Granta | The Home of New Writing

Explore Essays and memoir

A Sign of Weakness

Terrence Holt

‘Fast asleep, even comatose, a living body moves.’

Body Snatchers

William T. Vollmann

‘The All-American Canal was now dark black with phosphorescent streaks where the border’s eyes stained it with yellow tears.’

One Ridge Over

Josh Weil

‘Some mornings I see him coming up through the mist. The grey shape of a long-haired man carrying a long-barreled gun amid the bare grey branches of the old apple trees.’

Where I’m Calling From

Ariel Leve

‘Pretentiousness was non-existent. Morals were unambiguous and pure.’

Growing up with the King of Pop

Marlon James

‘The thrill of Thriller was being part of something global and local at once.’

A question of identity

Dubravka Ugrešić

‘One of the first things a child learns is the sentiment: My country is… And so begins the homeland briefing that lasts from the cradle to the grave.’

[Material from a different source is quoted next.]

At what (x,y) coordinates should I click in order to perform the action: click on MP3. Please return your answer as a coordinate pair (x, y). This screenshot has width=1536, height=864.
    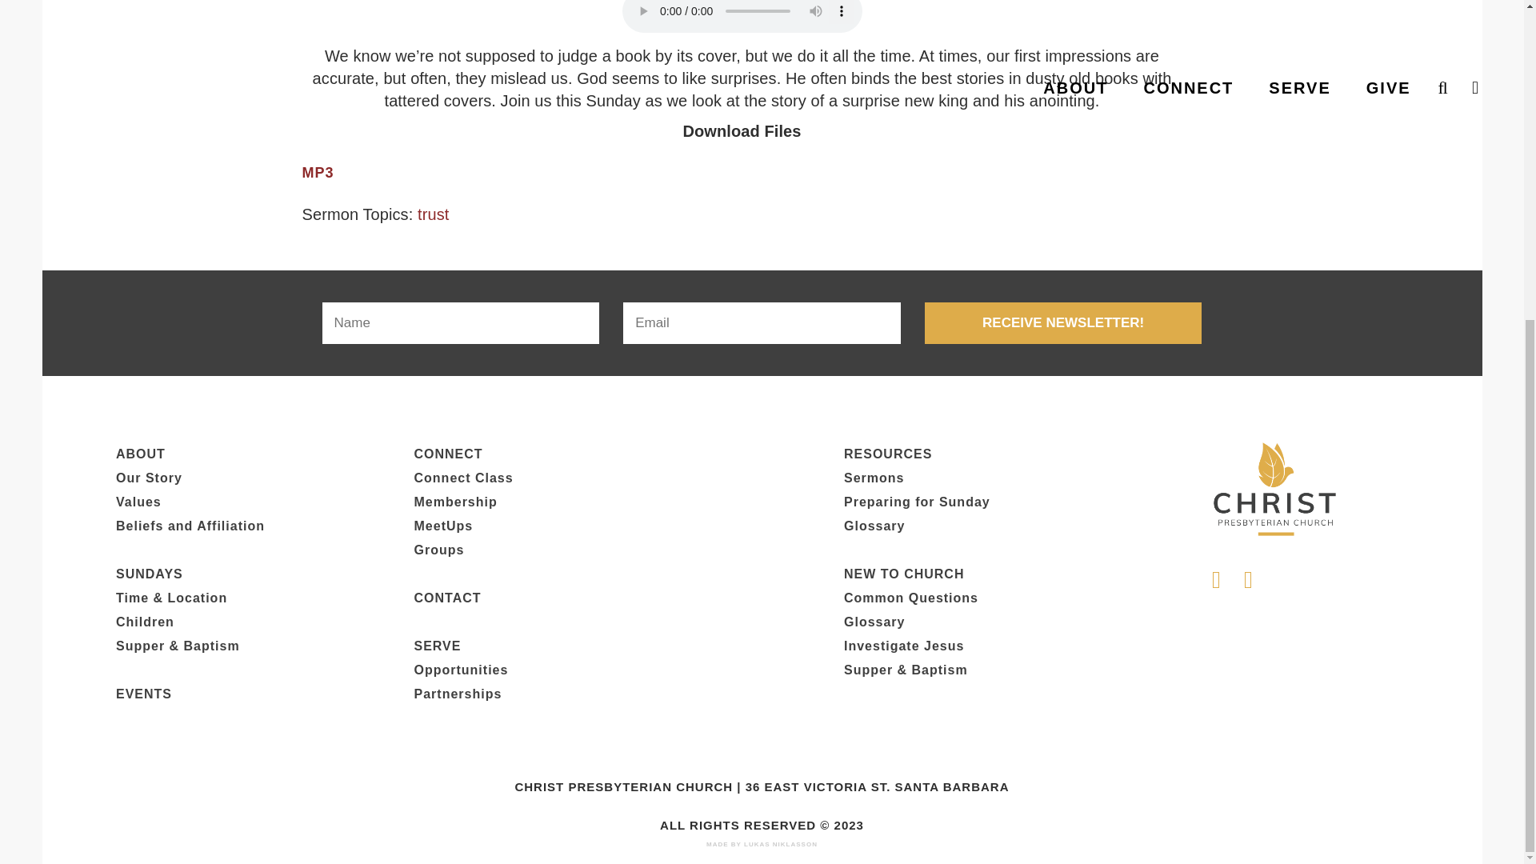
    Looking at the image, I should click on (318, 173).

Tales From Literary Festivals

Anita Sethi

‘The imagination can also be a passport to places beyond the realms of our own experience, a lesson learned at festivals which have at their core the concept of storytelling.’

A Summer’s Evening in Beijing

Elizabeth Pisani

‘The air is light with the intoxicating fumes of impending martyrdom.’

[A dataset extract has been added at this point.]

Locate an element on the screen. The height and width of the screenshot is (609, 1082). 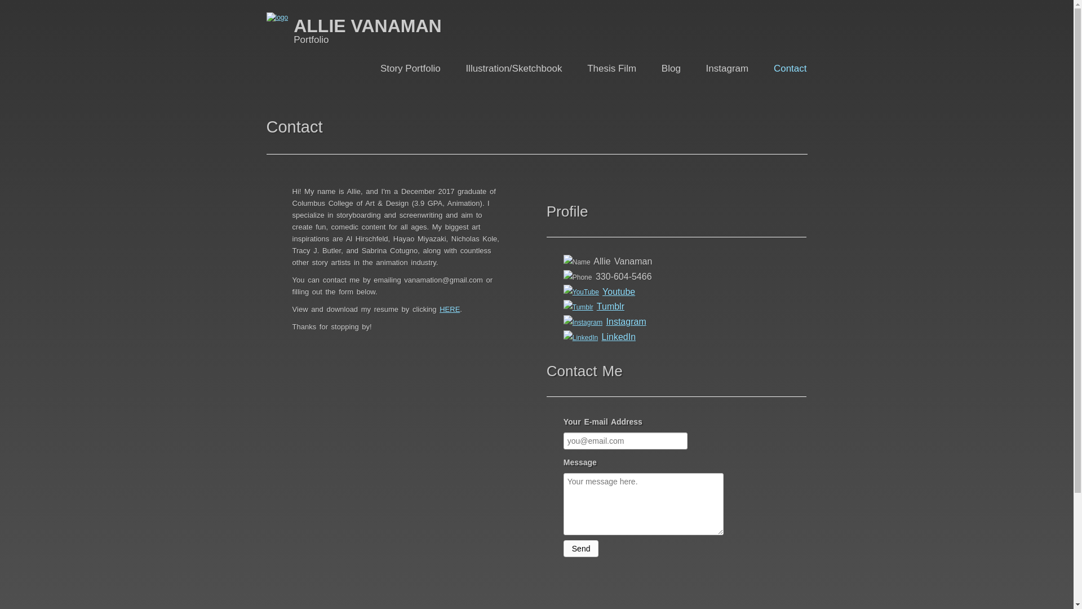
ALLIE VANAMAN is located at coordinates (367, 23).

Love in the Time of Swine Flu

Alexis Okeowo

‘Being mask-less in the constant sea of blue surgical face masks made me feel like I was an extra on a movie set they forgot to put in costume.’

Editor’s Letter

Alex Clark

‘In 1979, when Bill Buford introduced his first issue of Granta, a penetrating, bravura survey of American fiction, he proclaimed his efforts to be ‘a kind of energetic failure’.’

Letter from Gaza

Hisham Matar

‘It is difficult not to see the assassination of Ghassan Kanafani as an attempt to obliterate the Palestinian narrative.’

A Vacation From Myself

John Beckman

‘My every next thought took a melancholy detour through drippy forests of humid emotions, often never to return’

Getting Lost

Heidi Julavits

‘We continued to ski. The bon vivantedness of our exchanges became increasingly coded with a double-edged worry. Would we have to spend the night in the woods?’